Friday, February 29, 2008

SOA - An Overview

SOA - Service Oriented Architecture

What is SOA?
1. SOA is an approach to organize distributed IT resources into an integrated solution breaking down information silos and maximizing Business Agility.
2. SOA modularizes IT resources, creating loosely coupled business processes that integrate information across business systems.

Definition
SOA uses standard protocols and interfaces - usually web services - to facilitate access to business logic and information among diverse services. Because each process is exposed through a standardized interface, theunderlying implementation of individual service providers can change without affecting the consumers.

Why SOA
Service orientation makes systems more responsive to business needs, simpler to develop, and easier to maintain and manage. Implementing a solution architecture based upon service orientation helps organizations plan ahead for change, rather than responding reactively.

Who does SOA?
SOA is 'done' by developers and solution architects. However, stakeholders in a service-oriented solution span a range of roles, and it is critical that their interests not only be taken into account but that they actively drive the design of the SOA solution. e.g.
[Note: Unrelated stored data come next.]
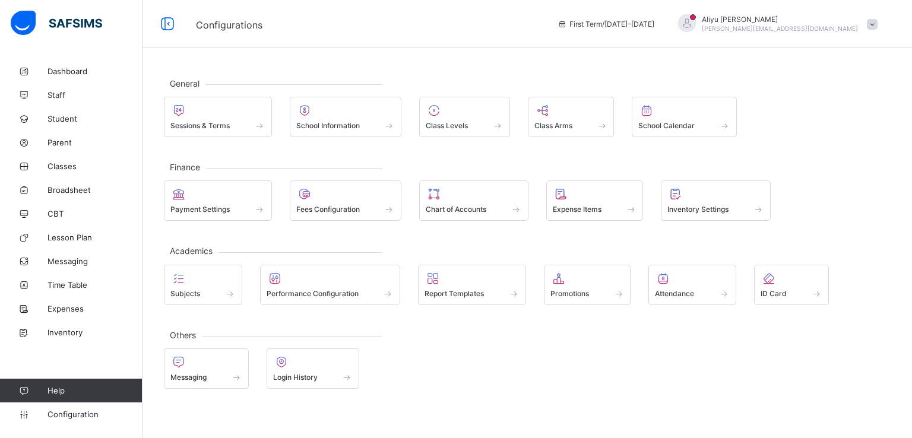  What do you see at coordinates (94, 415) in the screenshot?
I see `span: Configuration` at bounding box center [94, 415].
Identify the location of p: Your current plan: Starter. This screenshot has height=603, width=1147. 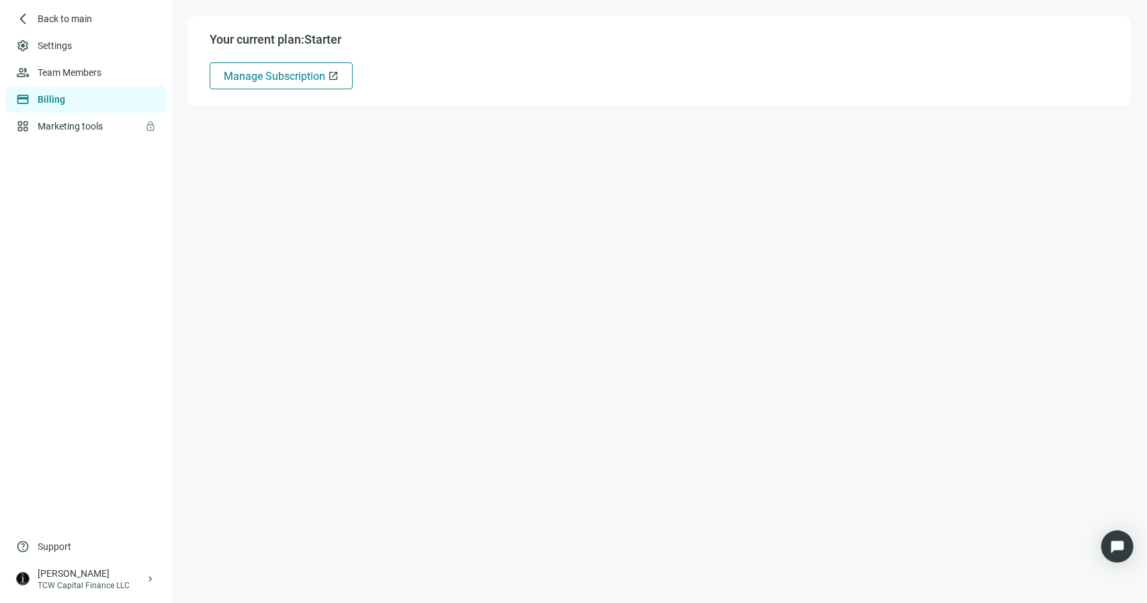
(659, 39).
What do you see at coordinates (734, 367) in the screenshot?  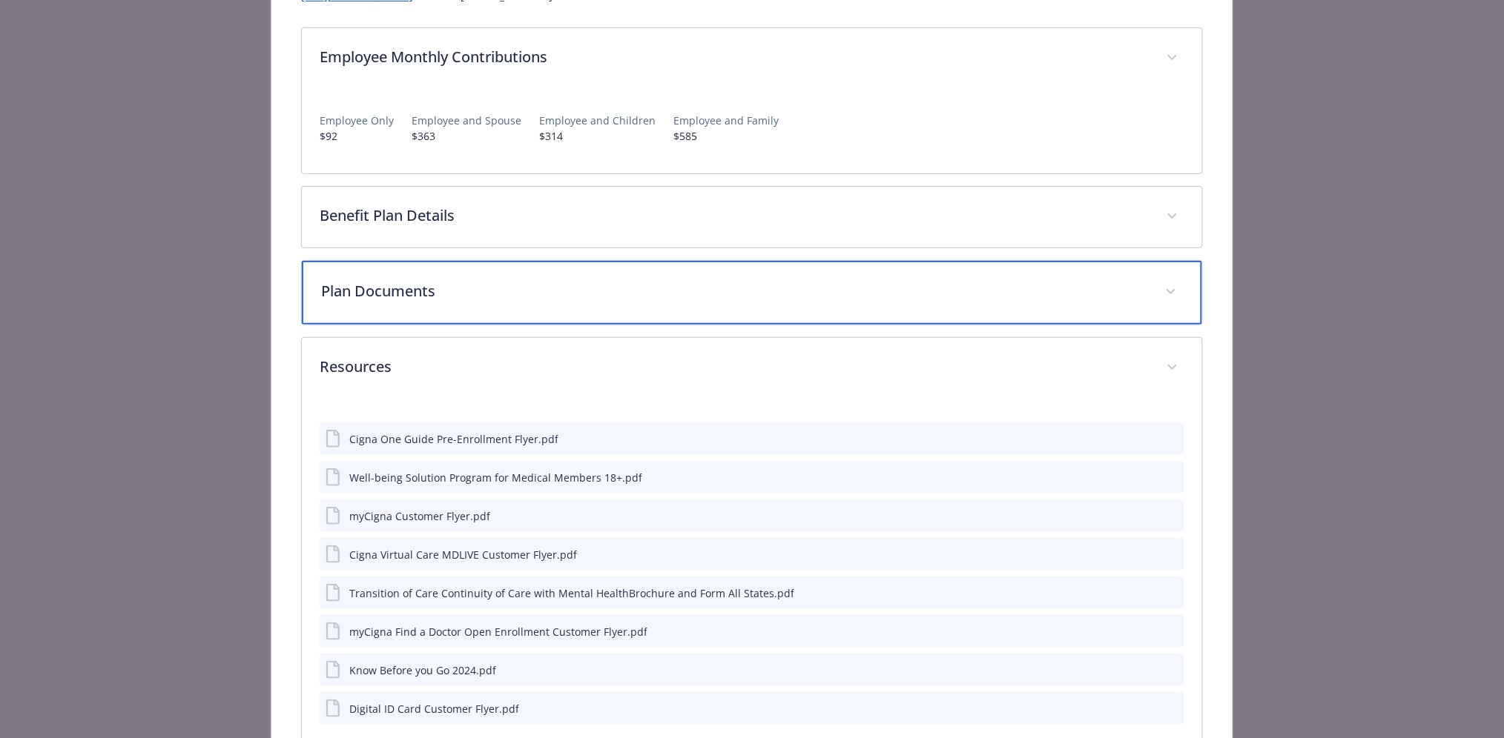 I see `p: Resources` at bounding box center [734, 367].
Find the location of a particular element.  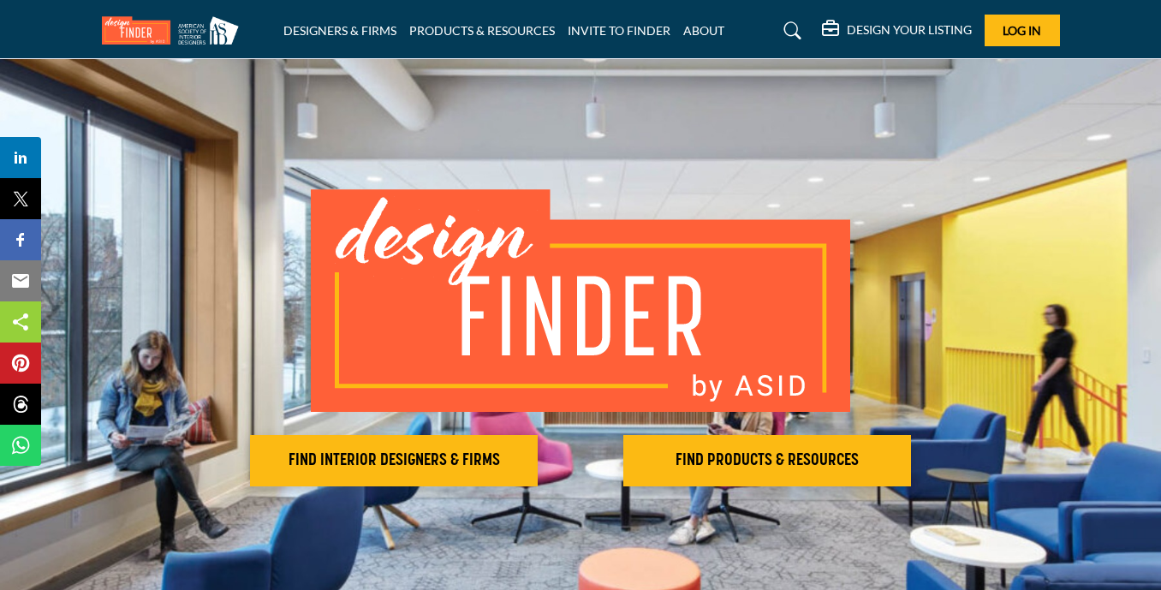

button: FIND INTERIOR DESIGNERS & FIRMS is located at coordinates (394, 461).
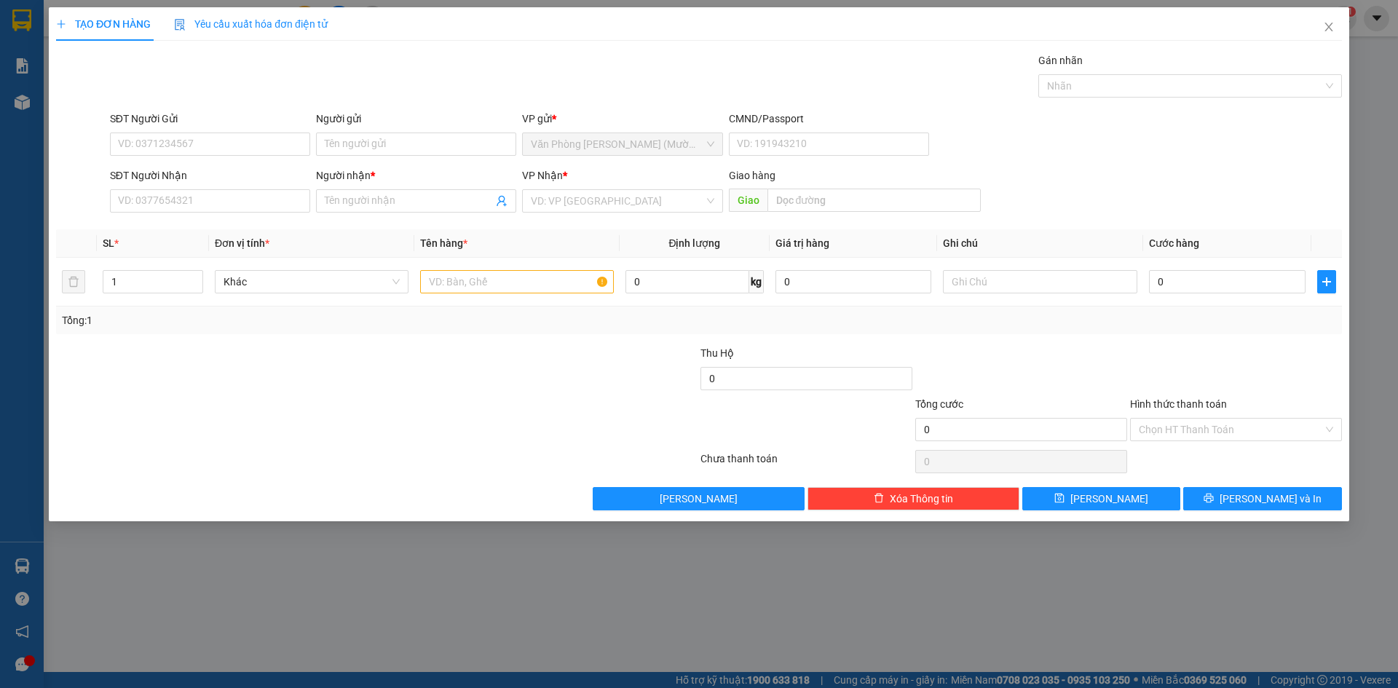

IT Managers, CIO, CTO, Business Analysts and last but not the least - Developers and Solution Architects.

What SOA isn’t
There are numerous misconceptions about what SOA is—that it is a product that can be purchased (it is not, it is a design philosophy that informs how the solution should be built).
SOA is also a term used interchangeably with web services. SOA is made easier through broad adoption of web-services standard but web-services is an implementation methodology to implement a SOA solution.

SOA Approaches
Top-down and Bottom-up. Both approaches can have possible pitfalls that can prevent success. Many organizations that have attempted to roll out SOA infrastructure through a top-down approach have discovered that when the infrastructure is finally delivered it is out of sync with the needs of the business. Likewise, a bottom-up approach can fail as well, because it can lead to a chaotic implementation of services created with disregard to organizational goals.

The “middle-out” approach is a successful hybrid of the two other approaches. Business drivers and strategic vision are first employed to set clear direction and priorities.

SOA Lifecycle
Expose - The expose phase of the SOA approach focuses on which services to create from the underlying applications and data.

Compose - Once services are created, they can be combined into more complex services, applications, or cross-functional business processes.

Consume - Once a new application or business process has been created, that functionality must be made available for access (consumption) by either other IT systems or by end users. The goal of the consumption process is to deliver new, dynamic applications.

Getting Started
1. Don't “do SOA” rather than address a business need.
2. Organizations that are successful with SOA often adopt a middle-out approach — they start with clear business challenges and focus on creating business value.
3. Demonstrate value in rapid iterations. Time-to-value is a critical, healthy metric.

Cheers! and any feedback and/or comments welcome.